Johan Sebergsen Steinberg
How to use Javascript Date with host environment’s local timezone
The most intuitive basics of landing Javascript (JS) Date and local timezone, with or without DTS.
Tags:
July 20, 1969, 20:17:40 UTC, Neil Armstrong and Buzz Aldrin are the first to land on the moon (photo by crewmate Michael Collins, read more at Space.com)
Armstrong and Aldrin landed on the moon in UTC time for their current host environment. For you to control time with old NASA proficiency using an API as old as the moon landing – Javascript Date
inspired by an ancient Java implementation – besides parameter-free new Date()
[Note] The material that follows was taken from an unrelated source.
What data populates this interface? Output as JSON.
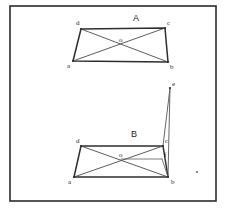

for current device local time, there’s two consistent ways to use a Date object intuitively with local timezone and DTS.
A technicality to note is that the local timezone is not stored in the Date object, but is determined by the host environment
.
First option: Defining new Date by individual date and time parameters
A date can be defined by passing individual number parameters. Besides year and month index, they’re all optional.
// Syntax:
// new Date(year, monthIndex, day, hours, minutes, seconds, milliseconds)
const landingDate = new Date(1969, 5, 20)
// Fri Jun 20 1969 00:00:00 GMT[+-HHmm] ([local timezone label])
Two things to note:
- month is index based, i.e., january is 0
- if time is omitted, time will be midnight device local timezone
Avoid date-time-string-format!
Avoid new Date()
parameter in date-time-string-format because of it’s inconsistency between included time and excluded
new Date("1969-06-20")
– i.e. datestring as parameter – might seem to give the same result as number parameters, but when you only pass a date it will set it to midnight UTC time, then the host environment adds the local timezone offset.
const landingDateMidnightOffset = new Date("1969-06-20");
// [Day Month date …] 1969 [… and time including timezone offset from midnight] GMT[+-HHmm] ([local timezone label])
… but there might be an exception
When you want to set the time in UTC, date-time-string-format works as intended. But the option further below might be preferred for consistency.
const landingTime = new Date("1969-06-20T20:17:40.000Z")
Preferred option: Mutate Date by set methods
A date can also be set, statement by statement, by Date’s set
methods that mutates a Date-object. They also have setUTC
variants.
Note two things:
- month is index based again
- time, when not set, is local current time or the original Date-object’s time
const satLandingDate = new Date();
// Mutate Date object
satLandingDate.setFullYear(1969);
satLandingDate.setMonth(5);
satLandingDate.setDate(20);
const satLandingTime = new Date(satLandingDate);
// Mutate Date object
satLandingTime.setUTCHours(20);
satLandingTime.setUTCMinutes(17);
satLandingTime.setUTCSeconds(40);
Despite the mess of mutating a variable, this approach can be used to flexibly work with dates and, as utility, used variables can be avoided mutated, e.g.:
const addYears = (years: number, d = new Date()): Date => {
const newDate = new Date(d);
newDate.setFullYear(d.getFullYear() + years);
return newDate;
};
const hundredYearAnniversary = addYears(100, landingDate);
Other pitfalls
Avoid toISOString()
unless you specifically don’t want local date and time representation, as it converts the Date to UTC.
To get a plain date string, rather use a Date’s get methods in a utility function:
const getPlainDateString = (d = new Date()) => [
d.getFullYear(),
String(d.getMonth() + 1).padStart(2, "0"),
String(d.getDate()).padStart(2, "0"),
].join("-");
const landingDay = getPlainDateString(satLandingDate);
For further reading, Maggie’s Blog further explains these problems in Fixing JavaScript Date – Web Compatibility and Reality.